Angie nodded, letting him know that she had heard him. She was too shocked to talk. Whatever Baby G knew about Michael Ormewood would be taken to his grave.

Will said, “You look bad.”

“Thanks.”

“I mean it,” he said. “What’s wrong with you?”

“I had a really hard day,” she told him, suddenly feeling everything catch up with her. “I had to go to the hospital.”

He sat up, took her hand. “Are you okay?”

“Not for me.” She lied because it was easier than dealing with his anger if he found out she’d gone to Piedmont this morning to put the fear of Jesus into Ormewood’s wife. “I took one of the girls in. It wasn’t anything bad. Women stuff.”

Will nodded, and she knew he wouldn’t press her.

Christ, what a mess. She had things to tell him but didn’t know where to begin. What could she say? That the night of Ken’s party, Michael was rough with her? That Michael was the kind of guy you couldn’t change your mind with? That with him, once things got started, there was no such thing as stopping?

She could still remember how much it hurt the next day, the bruises on her thighs, the feeling that something deep inside her had been torn. Shit, she’d been drunk out of her mind, but the marks on her skin were clear enough to tell the story.

“You okay?” Will tucked her hair behind her ear. The gentle gesture was something new. He never touched her like that, or maybe she never let him.

She said, “It was hard being there,” not telling him exactly where “there” was. “I kept thinking about my mom.”

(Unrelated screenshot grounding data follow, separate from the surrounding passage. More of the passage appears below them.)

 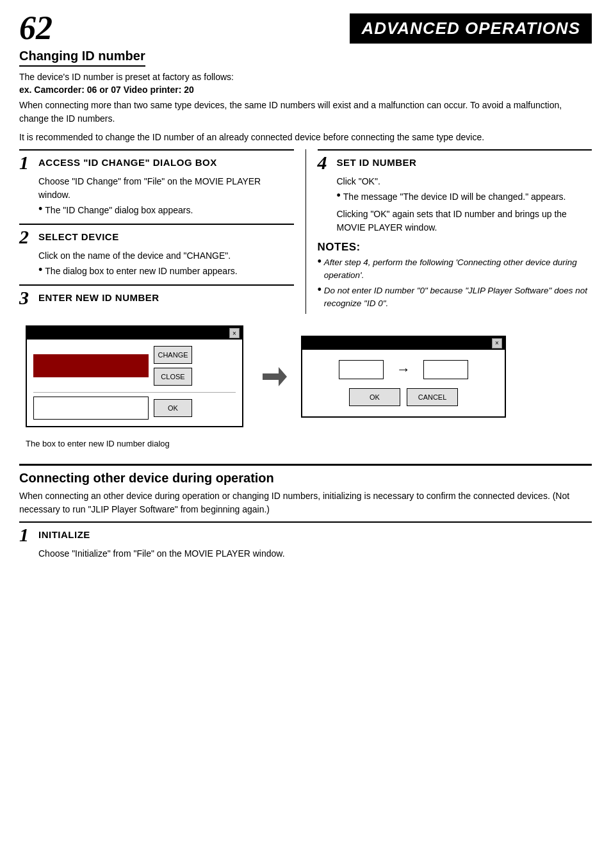 What do you see at coordinates (91, 366) in the screenshot?
I see `dlg-device-box` at bounding box center [91, 366].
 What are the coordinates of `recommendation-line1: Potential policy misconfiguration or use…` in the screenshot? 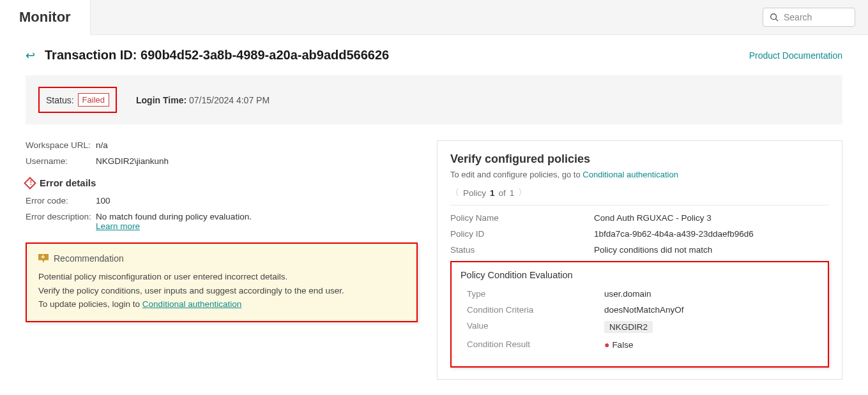 It's located at (222, 277).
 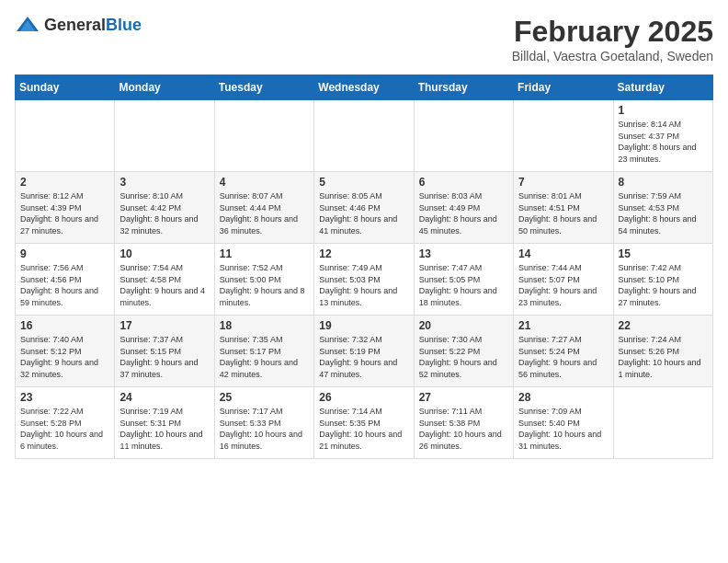 What do you see at coordinates (663, 208) in the screenshot?
I see `day-cell: 8Sunrise: 7:59 AM Sunset: 4:53 PM Daylig…` at bounding box center [663, 208].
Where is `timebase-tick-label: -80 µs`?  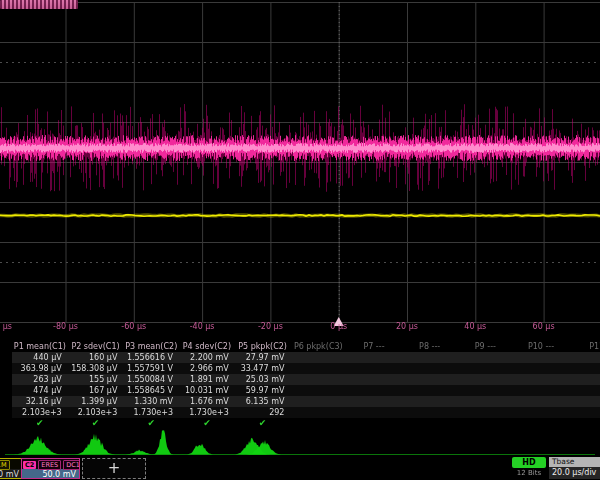 timebase-tick-label: -80 µs is located at coordinates (66, 327).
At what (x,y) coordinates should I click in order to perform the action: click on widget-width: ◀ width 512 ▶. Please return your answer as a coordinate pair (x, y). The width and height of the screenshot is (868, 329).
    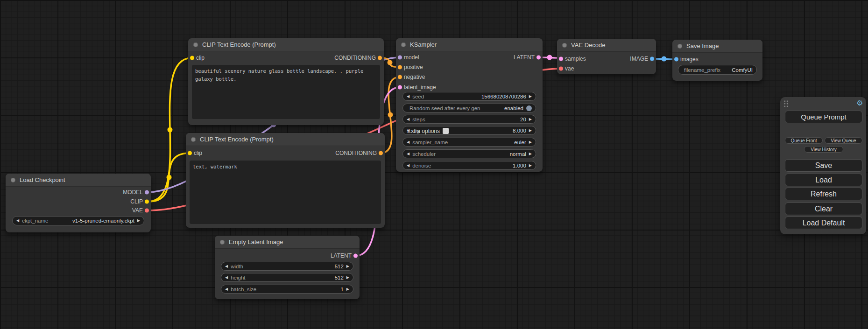
    Looking at the image, I should click on (287, 266).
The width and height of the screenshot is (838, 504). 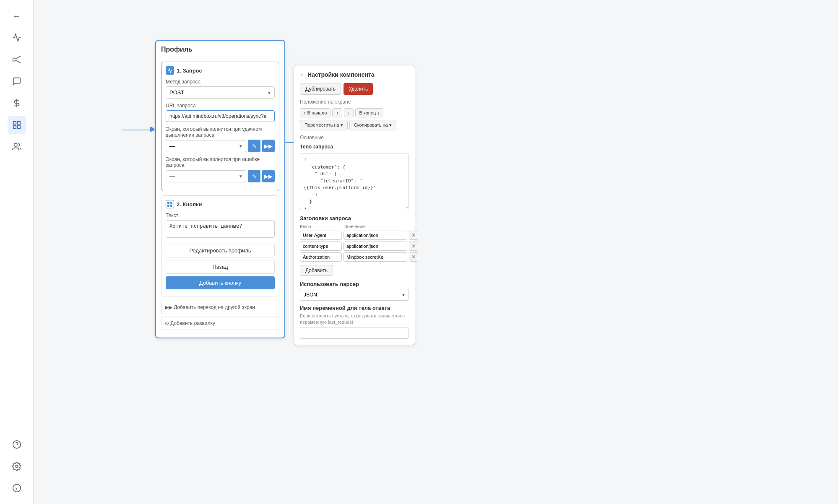 What do you see at coordinates (354, 147) in the screenshot?
I see `body-label: Тело запроса` at bounding box center [354, 147].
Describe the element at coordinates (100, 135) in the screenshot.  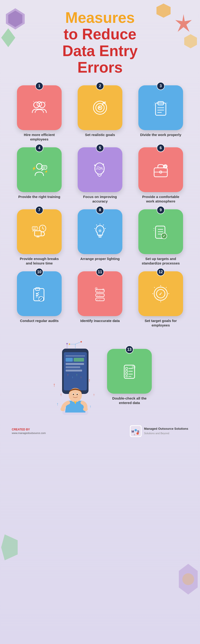
I see `card-2-label: Set realistic goals` at that location.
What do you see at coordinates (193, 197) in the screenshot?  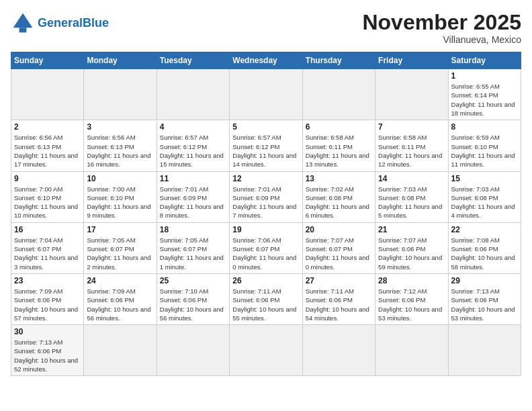 I see `table-row: 11Sunrise: 7:01 AMSunset: 6:09 PMDayligh…` at bounding box center [193, 197].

Will stroked her hair and she wanted to close her eyes, put her head on his shoulder. Angie had taken him to see her mother a couple of times. Going to her mother’s grave would have been easier for Angie than seeing Deidre lying in that hospital bed, not knowing if somewhere behind those closed eyes she was screaming for help. Why did Angie love the one person she should hate the most?